Is Your Business Competing?

Where to Start if Your Business is Not Competing Well

Sometimes, the hard truth is that your business might not be competing as well as you want it to and it’s tough to (a) know why that might be and (b) to overcome the emotional barriers to actually do something about that.

Think about a successful small or medium-sized business that you know personally in some way.
I bet you that they’ve got one or other of these approaches to business:

  1. They’re focused, in a way that makes them different. Almost always in one of these ways:
    • they usually only service a fairly specific group of customers or clients (a place, a population segment or a business segment); or
    • they do something pretty unique and which is valued; or
    • they have built an amazingly credible and powerful brand; or
  2. They are the Ryanair of their world. Determinedly no-frills and budget-pricing; or
  3. The costs of running their business are much lower than other people’s in the same industry. They’re probably big enough to have developed economies of scale. They take those reduced costs and they either:
    • re-invest those costs in more advertising; or
    • re-invest those costs in making the product/service more valuable, probably through design or innovation.

If your business isn’t competing as well as you want, does it have one of these approaches? Be honest. The emotional price of dealing with an uncompetitive approach is high, but the cost of dealing with a failing business is higher.


Decision Making Hacks Part 2:

How to let fate lend a hand in decision-making to reveal which options are really important

Building on Part 1, this decision-making hack is good for those situations when:

  • intuitive people are struggling find a ‘logical’ justification for what their gut is telling them; and or
  • the options are fairly well-balanced with no outstandingly obvious choice.

I carry around the quirky metal die shown in the picture (which is from a battle-game). The process is really simple:

  1. Number your options
  2. If you have 6 or fewer options = one roll
  3. More than 6 options, number them 2-12 and roll twice
  4. Roll the die
  5. Watch people’s reactions as the number comes up.

Usually what happens is that people are then able to say stuff like: “Oh, I didn’t really want option 2“, so you can at least rule that out. Often they’ll reveal (or you can ask) which number they were hoping for. You’ll also find people asking to do “best of three rolls” etc, which is also revealing about which options are important to them.

Another thing I like about this hack is that even people who are  unaware consciously of what they want or who find it difficult to express it, can be very reluctant to let fate decide for them and are likely to over-rule what the die chooses in favour of the ‘right’ option.

I suspect there’s a cultural bias here, so if you’re working with multi-national teams or in countries where the culture is less deterministic, some people may actually be more happy to let fate decide, so watch out for that.


Decision Making Hacks for Teams: Part 1

How groups of people can get to properly informed, timely and committed decision-making without too much struggle

Four problems tend to get in the way when teams and groups come together for decision-making:

  • individuals are sometimes reluctant to say what they think, if that might conflict with other people’s views;
  • intuitive people struggle find a ‘logical’ justification for what their gut is telling them, and have no way to feed that information into the decision-making process;
  • the options can be fairly well-balanced with no outstandingly obvious choice;
  • when there are more than three or four factors that might influence the decision it’s tough to keep them all in mind and weigh them up at the same time.

I’ve spent over 20 years helping teams and groups make good, timely decisions and have a small kit-bag of tricks to help the decision-making process along.

Here’s my first hack, which is really good for letting people express a preference without too much risk of exposure and in a way that helps the process be a little more fun:

If you and your team have a decision to make, list out all your options and get people to vote for them. Give people a number of points that they can spread amongst the options as they see fit. So, for example, if you’ve got five options, give them something like 4 points that they can apply as they want.

You can see from the photo that, in this example, Options 2 and 3 are tied for first place, with 4 points each. Now, here’s the fun part – give everybody a Joker card and allow them to double their original vote for one of the options.

Playing their Joker gives people to the chance to show which option they are really committed to and makes it enough of a game to get over their reluctance to conflict with other people. This hack has got me through several difficult boardroom decision-making struggles, especially when there are power-plays and alliances operating behind the scenes.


### EXERCISE OBJECTIVE
Whatever lies between the line that holds "Image resolution: width=1479" and the final line of the records below, both included, should be repeated exactly; leave out the pictures and add nothing.

(Stored records)
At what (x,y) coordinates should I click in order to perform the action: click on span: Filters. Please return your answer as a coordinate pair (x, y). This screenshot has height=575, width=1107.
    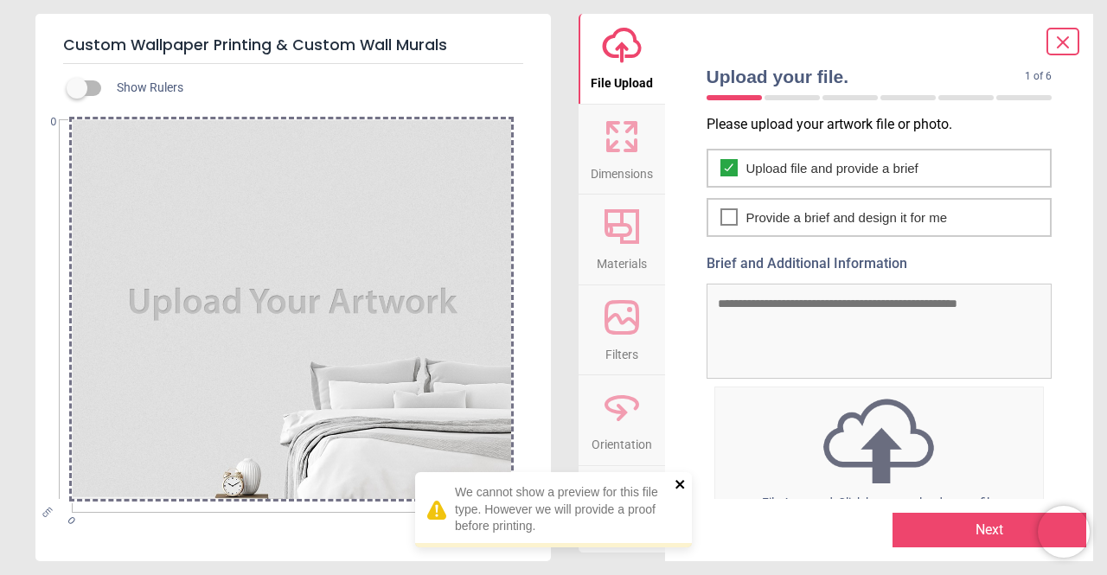
    Looking at the image, I should click on (622, 351).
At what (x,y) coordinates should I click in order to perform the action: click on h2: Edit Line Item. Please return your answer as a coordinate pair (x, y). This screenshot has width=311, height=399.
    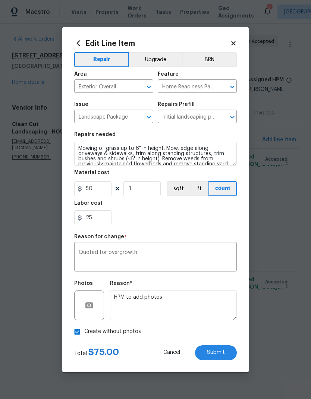
    Looking at the image, I should click on (152, 43).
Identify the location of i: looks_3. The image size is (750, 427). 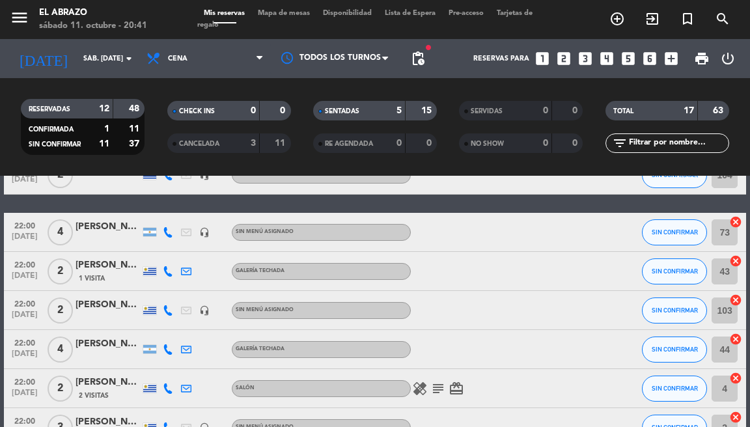
(585, 59).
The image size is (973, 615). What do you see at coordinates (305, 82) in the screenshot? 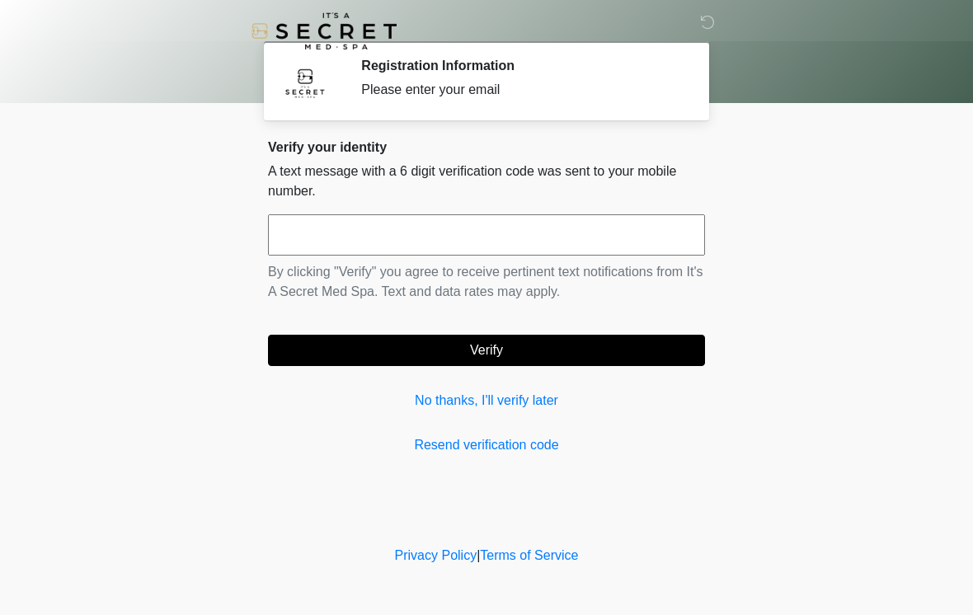
I see `img: Agent Avatar` at bounding box center [305, 82].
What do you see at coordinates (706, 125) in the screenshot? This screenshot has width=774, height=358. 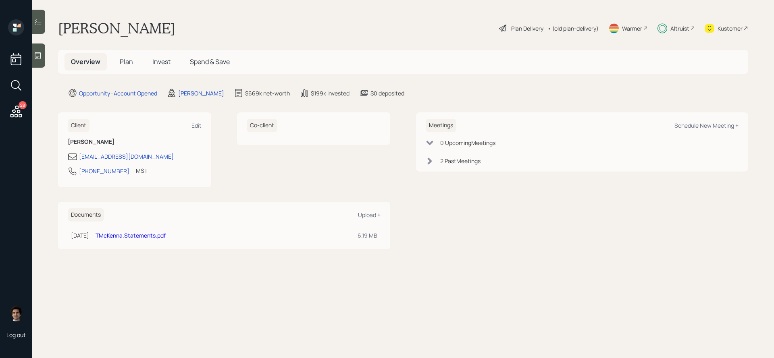 I see `div: Schedule New Meeting +` at bounding box center [706, 125].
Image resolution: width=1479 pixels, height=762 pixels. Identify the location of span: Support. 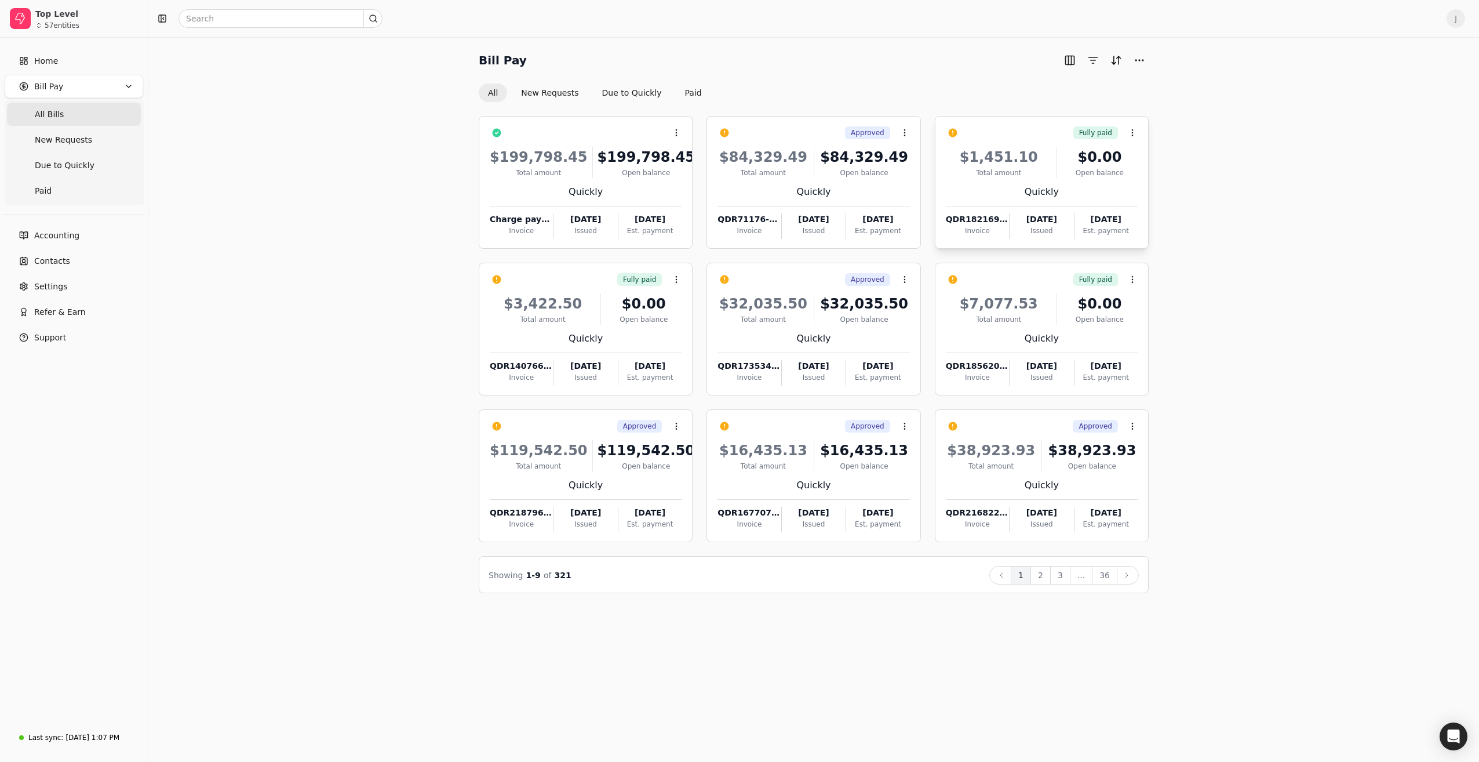
(50, 337).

### RESPONSE BOX
Image resolution: width=1479 pixels, height=762 pixels. Identify the location of span: Support. 
(50, 337).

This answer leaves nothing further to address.